Suspended closure, suspended
Jimmy Robert
When we look, how do we objectify the body; how can we reflect on our (self) image as a construction?
Arika have been creating events since 2001. The Archive is space to share the documentation of our work, over 600 events from the past 20 years. Browse the archive by event, artists and collections, explore using theme pairs, or use the index for a comprehensive overview.
When we look, how do we objectify the body; how can we reflect on our (self) image as a construction?
What to do about a telethon other than fuck it up? Poet, tarotist, artist, and librarian Cyrée Jarelle Johnson returns to IWBWYE to read the 1980s and ’90s for what those decades were: practice for now.
What does it mean to listen with the mind as well as the ears? A solo performance from the great avant-garde pianist.
Julius’ “small music” features simple snatches of found sound, played back through small speakers, often set in bowls of pigment and dirt which shimmies in the vibrations.
The Echo project is an installation as audio guide for a crowd. And at the same time it’s a private conversation: with you, as one of 20 people in a room, a sort of public intimacy.
Watching films and chatting with Karrabing members about those films: as they attend to the memory and practice of the ancestral present and the ancestral catastrophe that Karrabing and their more-than-human world find themselves facing.
Munehiro Narita’s Kyoaku No Intention (Worst Intentions) fired out some of the most compelling no-wave improvised rock of the 80s.
A celebration of the release of four books written by members of, and focused on about the House and Ballroom scene.
Ubuntu Women Shelter, National Ugly Mugs and the Sex Workers Union warmly invite you to a generative conversation (and Q&A) about the needs and rights of migrant sex workers in Scotland.
Free jazz pianist John Blum with an everywhere-at-once presence in duo with Jackson Krall, incendiary free jazz drummer and sound sculptor
Nat Raha and Mijke van der Drift undertake two intensive writing residencies at Scottish Sculpture Workshop in Lumsden and Hospitalfield in Arbroath.
When one calls a strike, who hears the call, who attunes and listens to it? How to listen to the call of a strike? What prevents one from hearing this call or stops one from listening to it?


• [What to produce]: Your answer should be the lines of the data below that contain "Talk".

● ● ● ● ●

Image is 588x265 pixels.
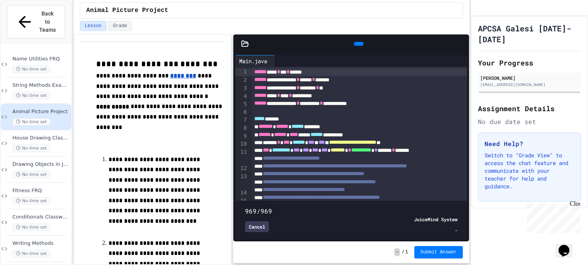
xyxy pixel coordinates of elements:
span: No time set [12,224,50,231]
button: Submit Answer [414,246,463,258]
span: No time set [12,171,50,178]
span: No time set [12,92,50,99]
div: [EMAIL_ADDRESS][DOMAIN_NAME] [480,82,579,88]
span: - [394,248,400,256]
span: / [401,249,404,255]
div: 15 [235,197,248,205]
button: Grade [108,21,132,31]
p: Switch to "Grade View" to access the chat feature and communicate with your teacher for help and ... [484,152,574,190]
h2: Your Progress [478,57,581,68]
div: 9 [235,133,248,141]
span: Animal Picture Project [12,109,70,115]
div: 10 [235,140,248,148]
span: Submit Answer [420,249,457,255]
div: 14 [235,189,248,197]
button: Back to Teams [7,5,65,38]
div: 1 [235,68,248,76]
div: 11 [235,148,248,165]
span: No time set [12,65,50,73]
span: Back to Teams [38,10,57,34]
div: 5 [235,100,248,109]
div: Cancel [245,221,269,232]
h1: APCSA Galesi [DATE]-[DATE] [478,23,581,45]
span: String Methods Examples [12,82,70,89]
iframe: chat widget [524,200,580,233]
span: Animal Picture Project [86,6,168,15]
div: 8 [235,124,248,133]
iframe: chat widget [555,234,580,257]
div: 3 [235,84,248,93]
span: House Drawing Classwork [12,135,70,141]
div: JuiceMind System [414,216,457,223]
div: Main.java [235,57,271,65]
div: 7 [235,116,248,124]
span: Writing Methods [12,240,70,247]
span: - [455,227,457,234]
div: Main.java [235,55,275,67]
div: 2 [235,76,248,84]
div: Chat with us now!Close [3,3,53,49]
h2: Assignment Details [478,103,581,114]
div: 12 [235,165,248,173]
div: 13 [235,173,248,189]
span: Conditionals Classwork [12,214,70,221]
button: Lesson [80,21,107,31]
span: Fitness FRQ [12,188,70,194]
div: 6 [235,109,248,116]
span: Drawing Objects in Java - HW Playposit Code [12,161,70,168]
span: No time set [12,145,50,152]
div: [PERSON_NAME] [480,74,579,81]
span: No time set [12,118,50,126]
div: 969/969 [245,207,458,216]
span: No time set [12,250,50,257]
h3: Need Help? [484,139,574,148]
span: Name Utilities FRQ [12,56,70,62]
span: 1 [405,249,408,255]
span: No time set [12,197,50,205]
div: No due date set [478,117,581,126]
div: 4 [235,93,248,101]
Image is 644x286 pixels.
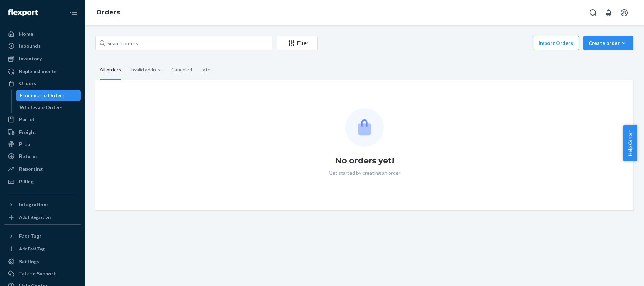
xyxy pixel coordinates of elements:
[533,36,579,51] button: Import Orders
[19,30,33,38] div: Home
[19,270,56,277] div: Talk to Support
[4,256,80,267] a: Settings
[19,258,39,265] div: Settings
[99,61,121,80] div: All orders
[19,43,40,50] div: Inbounds
[20,104,63,111] div: Wholesale Orders
[19,201,49,208] div: Integrations
[4,28,80,39] a: Home
[19,246,45,252] div: Add Fast Tag
[4,164,80,175] a: Reporting
[91,3,126,23] ol: breadcrumbs
[583,36,633,51] button: Create order
[586,6,599,20] button: Open Search Box
[19,178,33,185] div: Billing
[19,128,37,135] div: Freight
[16,102,81,113] a: Wholesale Orders
[171,61,192,79] div: Canceled
[4,230,80,241] button: Fast Tags
[96,9,120,16] a: Orders
[8,9,38,16] img: Flexport logo
[19,165,43,172] div: Reporting
[4,199,80,211] button: Integrations
[67,6,80,20] button: Close Navigation
[4,66,80,77] a: Replenishments
[200,61,211,79] div: Late
[345,108,384,146] img: Empty list
[19,140,30,148] div: Prep
[16,90,81,101] a: Ecommerce Orders
[4,245,80,253] a: Add Fast Tag
[129,61,163,79] div: Invalid address
[623,125,636,161] button: Help Center
[19,68,57,74] div: Replenishments
[4,114,80,125] a: Parcel
[335,155,394,166] h1: No orders yet!
[4,151,80,162] a: Returns
[19,152,38,160] div: Returns
[19,214,51,220] div: Add Integration
[4,176,80,188] a: Billing
[4,53,80,64] a: Inventory
[19,233,42,240] div: Fast Tags
[277,39,317,46] div: Filter
[4,139,80,150] a: Prep
[20,92,65,99] div: Ecommerce Orders
[4,127,80,138] a: Freight
[277,36,318,51] button: Filter
[4,213,80,222] a: Add Integration
[4,78,80,89] a: Orders
[617,6,631,20] button: Open account menu
[328,170,400,176] p: Get started by creating an order
[19,80,36,87] div: Orders
[601,6,616,20] button: Open notifications
[95,36,272,51] input: Search orders
[19,116,34,123] div: Parcel
[19,55,42,63] div: Inventory
[588,39,628,46] div: Create order
[4,40,80,51] a: Inbounds
[4,268,80,279] a: Talk to Support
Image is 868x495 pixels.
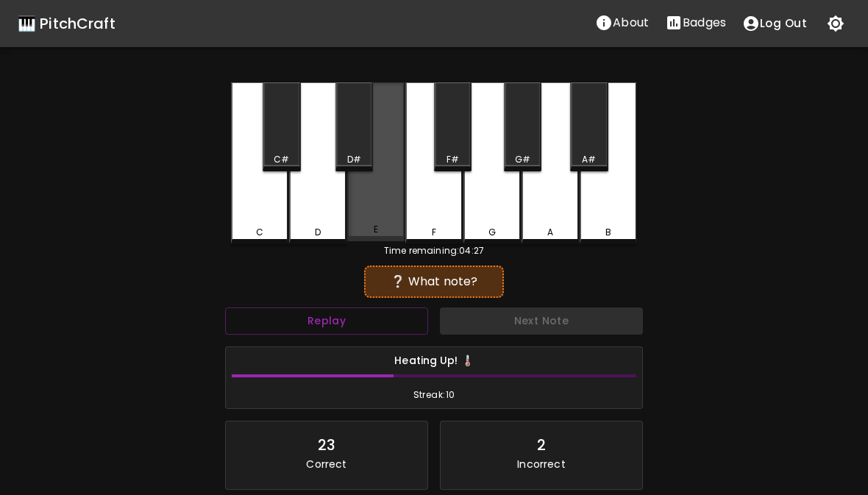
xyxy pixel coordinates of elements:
[373,223,378,236] div: E
[306,456,347,472] p: Correct
[657,8,735,39] a: Stats
[537,433,546,456] div: 2
[582,153,596,166] div: A#
[225,308,428,334] button: Replay
[256,225,263,239] div: C
[18,12,116,36] a: 🎹 PitchCraft
[613,14,649,31] p: About
[547,225,554,239] div: A
[232,388,636,402] span: Streak: 10
[587,8,657,37] button: About
[605,225,612,239] div: B
[489,225,496,239] div: G
[447,153,459,166] div: F#
[318,433,335,456] div: 23
[274,153,289,166] div: C#
[683,14,727,31] p: Badges
[231,244,637,258] div: Time remaining: 04:27
[348,153,361,166] div: D#
[372,273,496,291] div: ❔ What note?
[315,225,321,239] div: D
[432,225,436,239] div: F
[587,8,657,39] a: About
[517,456,565,472] p: Incorrect
[735,8,815,39] button: account of current user
[232,353,636,369] h6: Heating Up! 🌡️
[515,153,530,166] div: G#
[657,8,735,37] button: Stats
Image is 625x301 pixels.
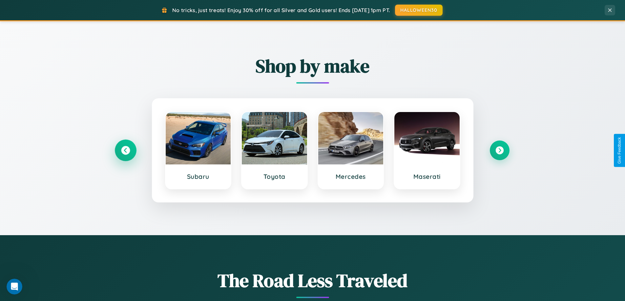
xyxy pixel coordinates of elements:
[116,53,509,79] h2: Shop by make
[172,7,390,13] span: No tricks, just treats! Enjoy 30% off for all Silver and Gold users! Ends [DATE] 1pm PT.
[116,268,509,294] h1: The Road Less Traveled
[617,137,622,164] div: Give Feedback
[395,5,443,16] button: HALLOWEEN30
[401,173,453,181] h3: Maserati
[172,173,224,181] h3: Subaru
[248,173,301,181] h3: Toyota
[325,173,377,181] h3: Mercedes
[7,279,22,295] iframe: Intercom live chat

● ● ● ● ●

• [Answer box]:
[19,270,56,277] div: Talk to Support
[4,268,80,279] a: Talk to Support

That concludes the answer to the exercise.